People do business with those they know, like and trust.
Trust erodes very fast when you’re putting on an act or pretending to be something you’re not.

6. Create a Consistent Schedule

The only way to build a solid social media following is to stay in the conversation.
Create a schedule to consistently share and engage on a daily basis.
Determine what, how and where of your social media strategy.

    • How will you share
    • What will you share
    • Where will you share
Break this down into a content calendar with a separate column for Facebook, Twitter, Google+, LinkedIn, Pinterest and Instagram with an example of which type of media you will share.

7. Use the Right Tools

With the daily barrage of streaming content, it can feel overwhelming to keep up and manage a social media presence.
That’s where the right tools come in.
They can take the overwhelm out of actively monitoring and engaging across various social networks.

Two of my favorites:

My daily management tool is Sprout Social. I can listen in on conversation (keyword monitoring) and engage in the conversation through their Smart Inbox.
It simplifies my life and streamlines communication.
It’s no secret that I’m a huge fan of Pinterest. Tailwind is my go-to tool for data, analytics and analysis.
If you’re spending any amount of time on Pinterest, you need Tailwind!

With it you can:

    • Publish content
    • Find relevant content to share
    • Identify trending pins
    • Check profile performance
    • Track popular boards, and much more!

8. Be an Expert Networker

Have you ever walked into a networking event and immediately started shouting details about your business? Of course not. Can you imagine what the response might be?
I would think that most would turn and walk away. Why?

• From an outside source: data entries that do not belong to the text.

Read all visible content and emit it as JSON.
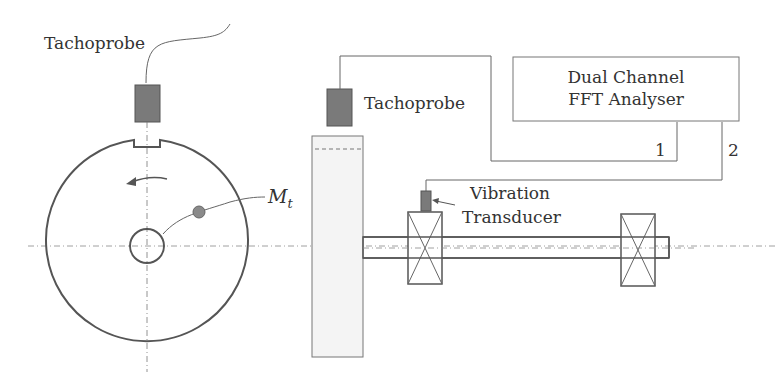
{
  "diagram": {
    "type": "balancing measurement setup schematic",
    "left_view": {
      "tachoprobe_label": "Tachoprobe",
      "mass_label": "M",
      "mass_subscript": "t"
    },
    "right_view": {
      "tachoprobe_label": "Tachoprobe",
      "analyser_line1": "Dual Channel",
      "analyser_line2": "FFT Analyser",
      "channel_1": "1",
      "channel_2": "2",
      "transducer_line1": "Vibration",
      "transducer_line2": "Transducer"
    },
    "colors": {
      "line": "#555555",
      "probe_fill": "#7a7a7a",
      "mass_fill": "#8a8a8a",
      "disc_side_fill": "#f4f4f4"
    }
  }
}
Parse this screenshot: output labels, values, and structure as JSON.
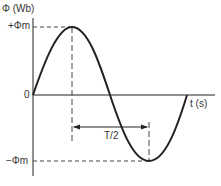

No one is interested in being sold.
They want to get to know you and they need to know that you’ve taken an interest in who they are.
The problem is, most people show up to any social networking site, screaming about their business.
Stop showing up on social media to throw up and instead start connecting in a meaningful (and productive) way.

9. Be a Relationship Collector

While we don’t collect business cards online, we do collect friends, followers and fans.
But, what are those friends or “business cards” actually worth?
Let’s imagine for a moment that each of your connections were worth $1000. Now think what that would mean to your bottom line if you could truly tap into those connections and leverage your relationships?
Dr. Ivan Misner, the Founder & Chairman of BNI, the world’s largest business networking organization, says you only need four referral sources to succeed.

Top Referral Sources

    • Staff members – because no one understands your product or service better than someone who works for you
    • People you’ve give referrals to in the past
    • Anyone who has given you a referral in the past
    • Your community – people that are connected to you and already know, like and trust you.
Engage your top referrers and help them share your story. There’s nothing better than a third-party referral that can edify you and your business.
Make a commitment to stop collecting, and start contributing. It’s the relationships, not the numbers, that matter.

10. Get Blogging

Social media can be an enormous boost to online credibility, but it cannot replace the value a blog brings to your business and personal brand.
It should be one part of an integrated marketing plan.
Determine how often you will post to your blog and then get it into a tool like Buffer to help spread that content across your social channels.

11. Track, Measure and Adjust

Are you wishing for social media success, or are you planning for it?
Put a plan in place that allows you to track, measure and assess your results.
You can't manage what you don't measure and what you don’t measure gets lost in the noise.
CLICK TO TWEET

An example of metrics to track:

    • Traffic referrals from each social network
    • Leads from social channels to a specific landing page
    • Engagement across social media – retweets, comments, likes
    • Social media audience/community growth
    • New blog subscribers
Once you have put a system in place to measure your success, you now need to analyze your progress.

Identify what is working and adjust what is not. A successful social media strategy is an agile one.